Saturday 12 March 2016

Kenya dig it?


A couple of years ago, along with about a dozen other supporters, I visited Kajuki, a small village in Kenya, to see the work of a small UK charity called St Peter's Lifeline (to which I would urge you to donate. Visit: www.stpeterslifeline.org.uk). The charity supports the work of St Peter's primary school and community through education, micro finance, empowering girls, feeding programmes, clean water, sanitation and the prevention of disease. The community was extremely poor, with repeated periods of drought hitting its agricultural economy hard, but the people we met were, almost without exception, hard working, positive and optimistic.

We spent several days travelling around the area, seeing the work of the schools, anti-FGM campaigners and micro-finance groups, all of which was immensely impressive and deeply moving. At the end of a week, we were waved off by the community in the same way that we had been greeted, with a typically dazzling display of warmth and hospitality, and a farewell performance of singing and dancing. It had been intense but wonderful and we left the community bearing gifts and very powerful memories. It had been arranged long in advance that, after seeing the work of the charity, and contributing to it by our visit, we would spend another few days on safari, seeing the wildlife of Kenya.

We arrived at Sweetwaters Serena Camp on the Ol Pejeta Conservancy, a massive safari park and wildlife preserve, after a long and dusty drive along the Meru-Nairobi Highway. The camp itself was essentially an open-air hotel with large tents instead of rooms, arranged around an old colonial farm building. The drive itself was fascinating, with the dry and dusty roads around Kajuki gradually giving way to lush verdant meadows, north of Mount Kenya. Watching as it slipped past, I was reminded strangely of driving through Somerset in England, although on a somewhat grander scale. Further on, there were the vast greenhouses beside the road that provide other countries with cut flowers and out of season vegetables, and we mulled over the pros and cons of a poor country that can struggle to feed its people using precious water and resources to grow food for others.

The Camp felt like an alien world; geographically close to the people we had spent time with, but it was an international and luxurious hotel that felt a million miles away. Around us were holiday-makers from all over the world, for whom this would, by and large, be their only experience of the country, and as we regrouped at breakfast and dinner, eating well cooked international cuisine, I could see that most of my group were equally dazed by the contrast with where we had just come from. Its very easy to sound po-faced about insensitive tourists, and I wouldn't want to pretend to have been much more than that myself, but it was hard not to feel that it was unjust, such abundance so close to people who had become friends, and who, in contrast, had so little.

We were here to see the animals, though, and as we were driven out into the Conservancy, it was hard not to get caught up in the search for wildlife. The first drive was a little underwhelming, only seeing an elephant at some distance, and then a herd of zebra. Later, when we went out again, we saw giraffes, and then, trundling slowly down a dusty side track, came almost literally face to face with the glorious lioness shown above. We were standing up in the safari truck, and she felt close enough to touch. There's something intangibly thrilling about making eye contact with such a powerful wild animal, and after taking a few pictures, I just watched her as she watched us. I found myself narrowing my eyes at her, an instinctive greeting towards cats, and felt, just for a moment, that we understood each other.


Please, without any pictures, transcribe the lines from the one holding "At what (x,y)" to the end of the listing, both ends included.

**MATERIAL FOR THE TASK**

++++++++++++++++++++

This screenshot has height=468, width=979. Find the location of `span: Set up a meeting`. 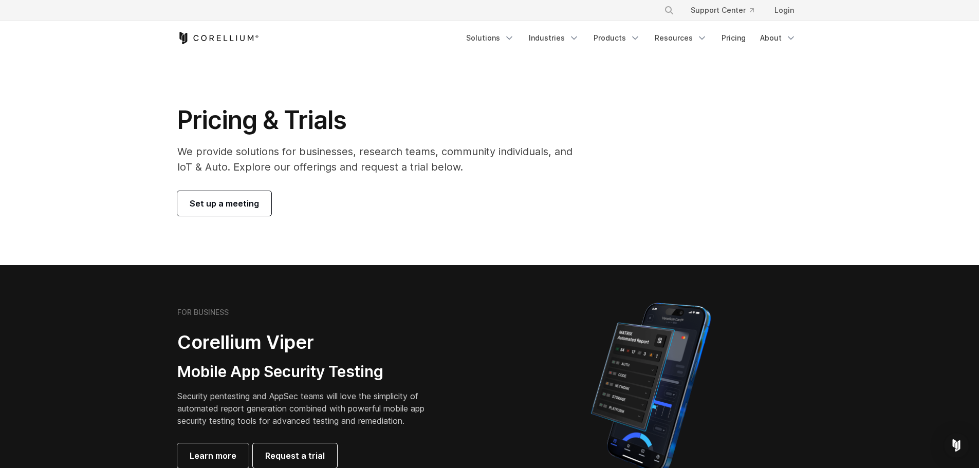

span: Set up a meeting is located at coordinates (224, 204).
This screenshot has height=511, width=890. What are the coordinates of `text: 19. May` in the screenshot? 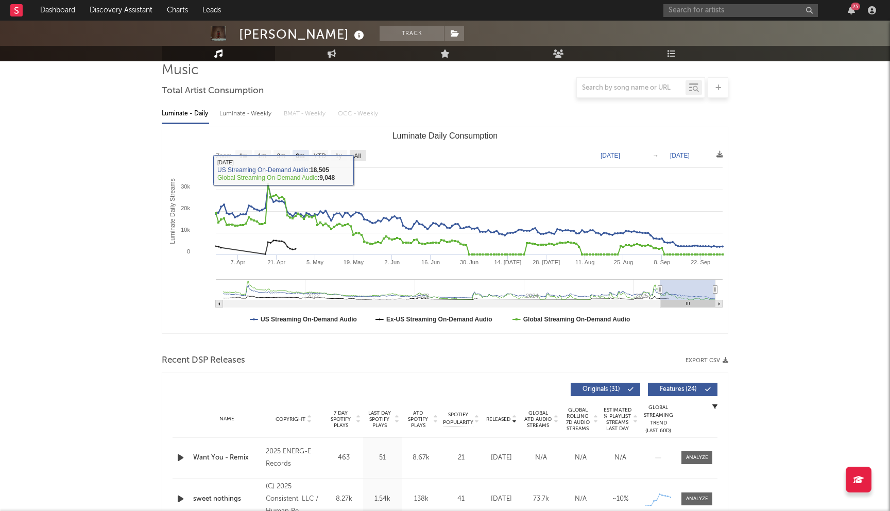 It's located at (354, 262).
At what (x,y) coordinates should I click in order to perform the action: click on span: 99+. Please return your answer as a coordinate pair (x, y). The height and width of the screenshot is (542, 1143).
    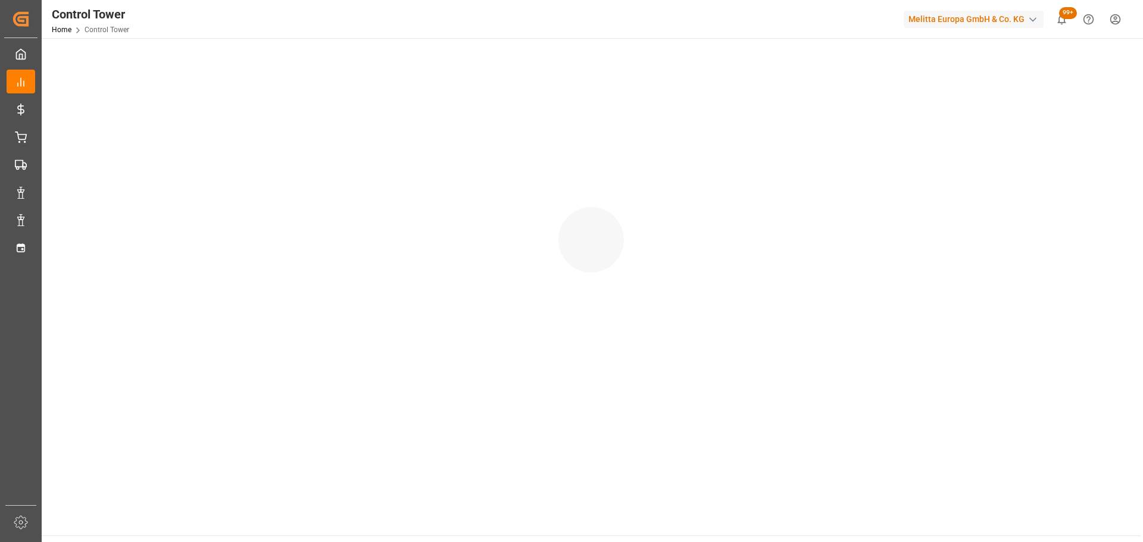
    Looking at the image, I should click on (1068, 13).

++++++++++++++++++++

**SOLUTION TO THE EXERCISE**
At what (x,y) coordinates should I click in order to perform the action: click on span: 99+. Please return your answer as a coordinate pair (x, y). The height and width of the screenshot is (542, 1143).
    Looking at the image, I should click on (1068, 13).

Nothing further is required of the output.